= Assignment =
Output begins at the line with "At what (x,y)" and ends at the last line of the records below. Copy each line in that span exactly, and leave out pictures.

══════════════════════════════

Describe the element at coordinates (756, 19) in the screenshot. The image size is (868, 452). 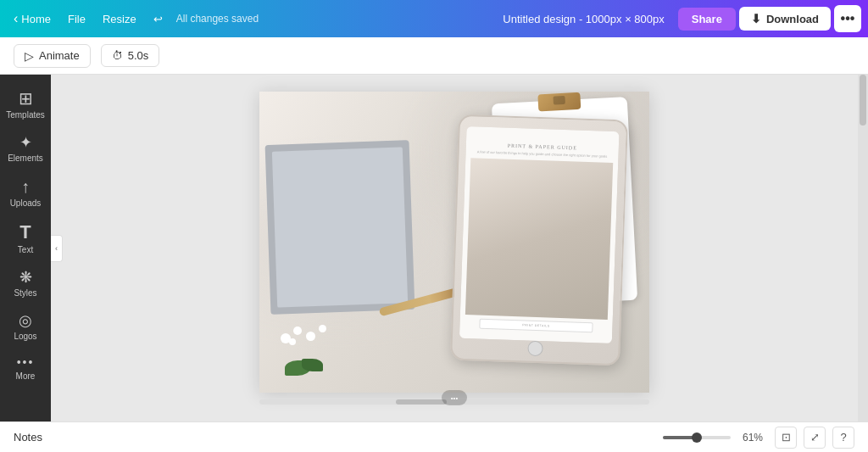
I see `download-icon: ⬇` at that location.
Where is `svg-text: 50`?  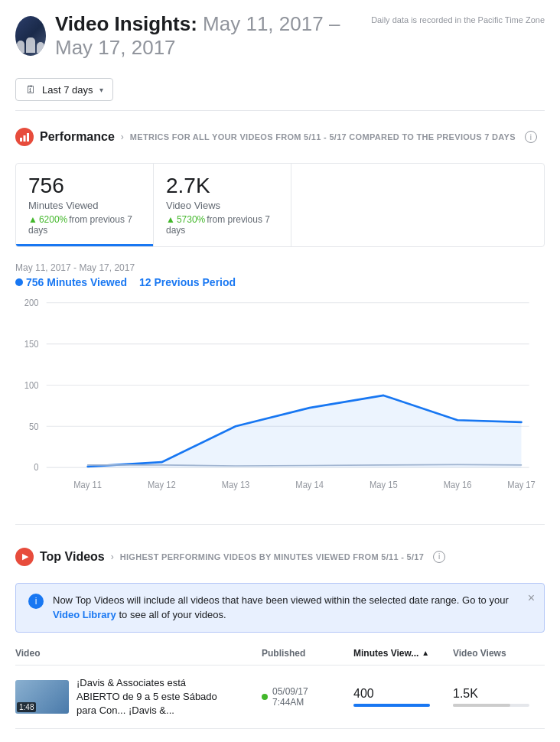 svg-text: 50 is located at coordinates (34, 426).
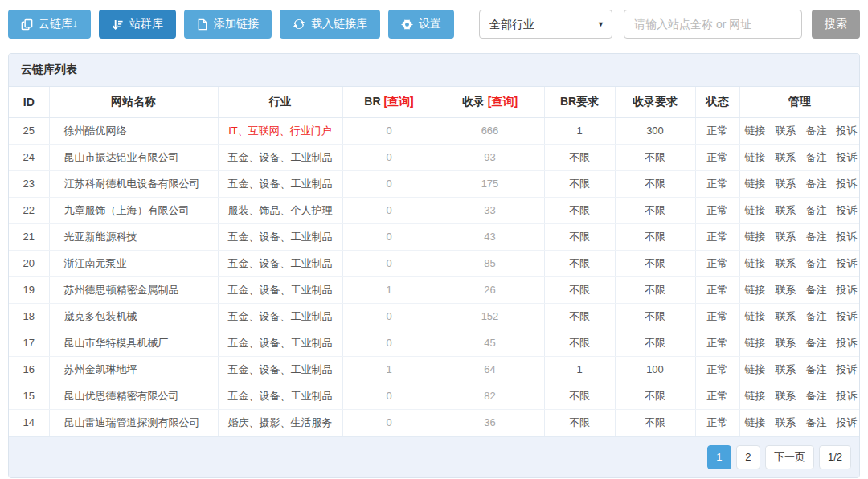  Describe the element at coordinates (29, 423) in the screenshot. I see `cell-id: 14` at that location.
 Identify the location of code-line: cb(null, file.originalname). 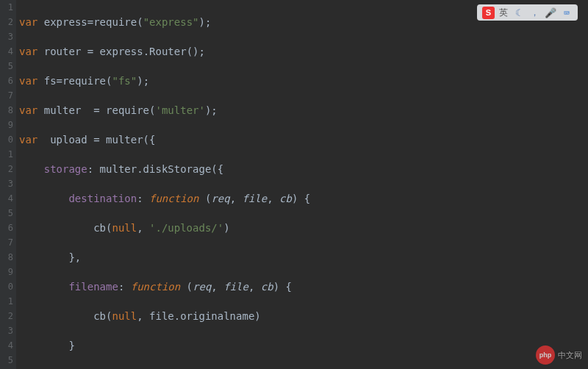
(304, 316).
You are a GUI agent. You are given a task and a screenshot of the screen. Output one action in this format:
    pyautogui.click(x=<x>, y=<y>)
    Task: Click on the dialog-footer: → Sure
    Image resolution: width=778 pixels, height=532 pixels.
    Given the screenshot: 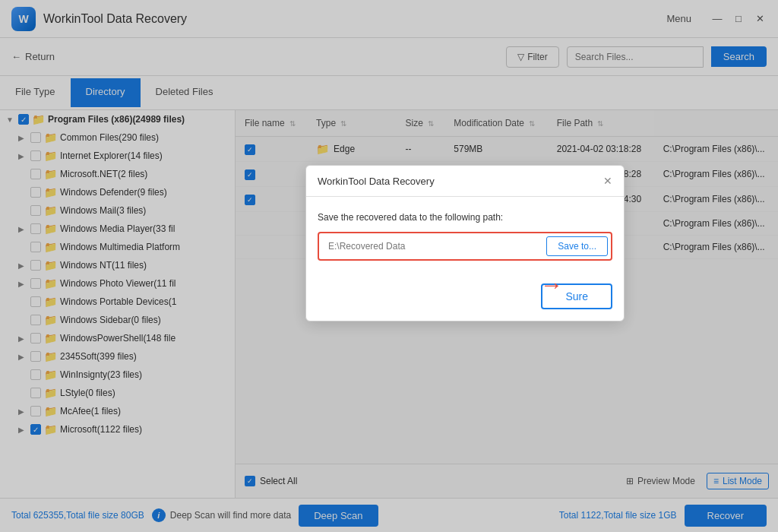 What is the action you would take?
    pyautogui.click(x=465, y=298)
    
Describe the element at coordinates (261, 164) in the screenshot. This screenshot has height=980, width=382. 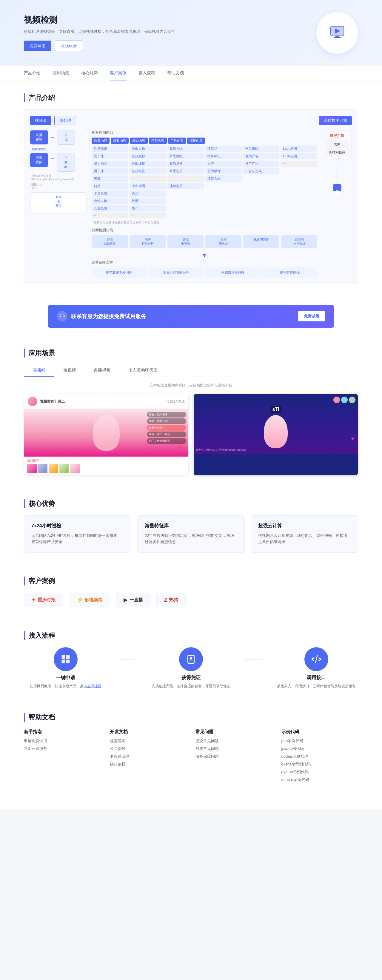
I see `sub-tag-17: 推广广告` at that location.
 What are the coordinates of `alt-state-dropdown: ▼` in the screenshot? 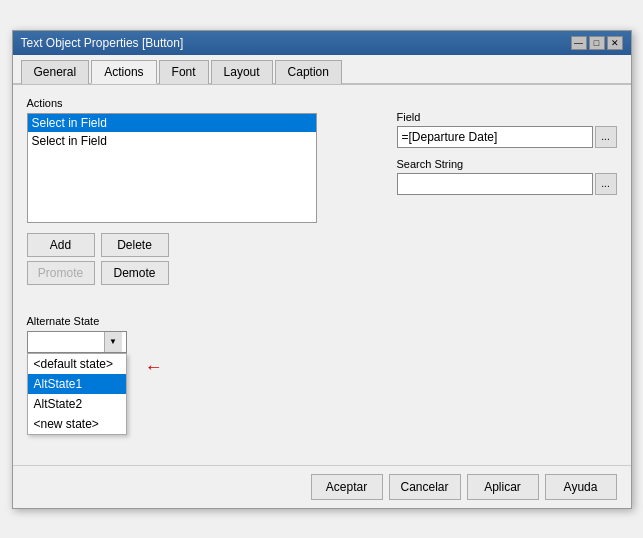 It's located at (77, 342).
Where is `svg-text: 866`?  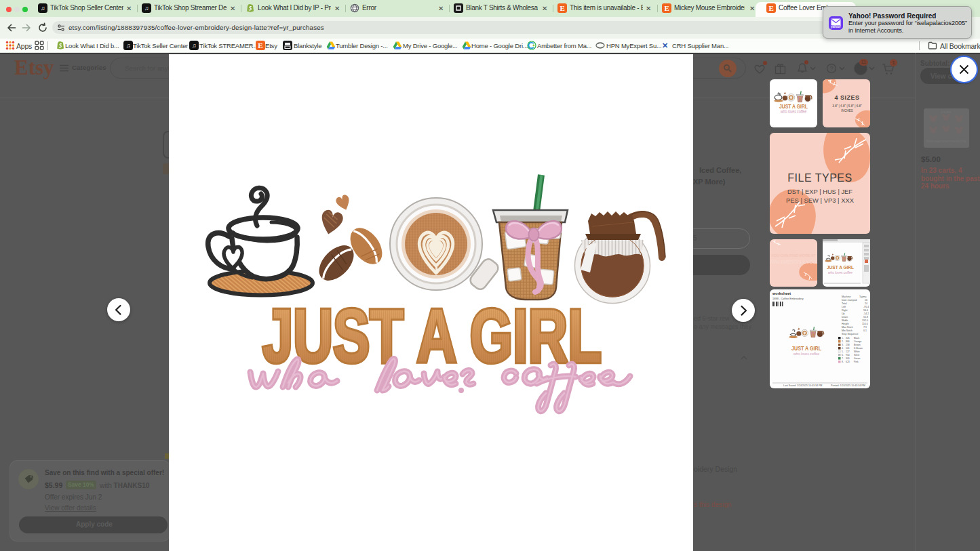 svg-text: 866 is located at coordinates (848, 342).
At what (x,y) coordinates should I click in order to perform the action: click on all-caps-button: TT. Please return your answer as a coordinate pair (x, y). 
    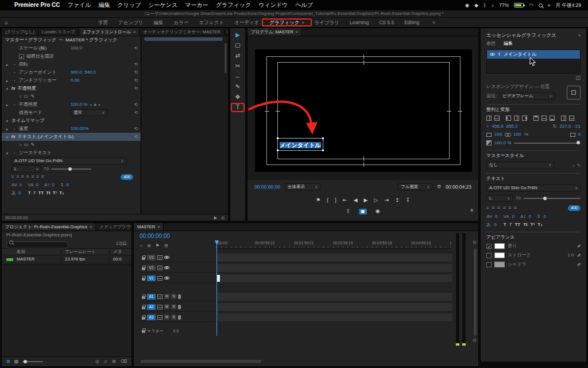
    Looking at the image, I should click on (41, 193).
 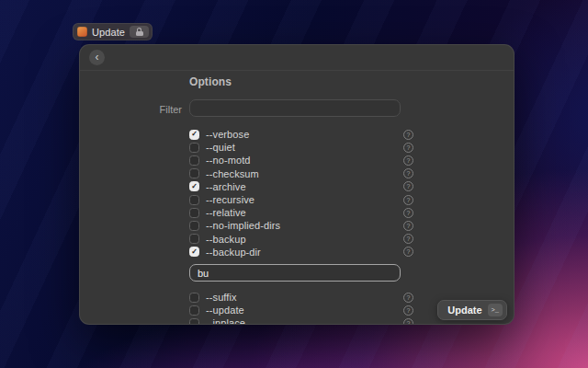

══════════════════════════════

= Task response =
At what (x,y) coordinates should I click in order to perform the action: click on all-caps-button: TT. Please return your answer as a coordinate pair (x, y). 
    Looking at the image, I should click on (41, 193).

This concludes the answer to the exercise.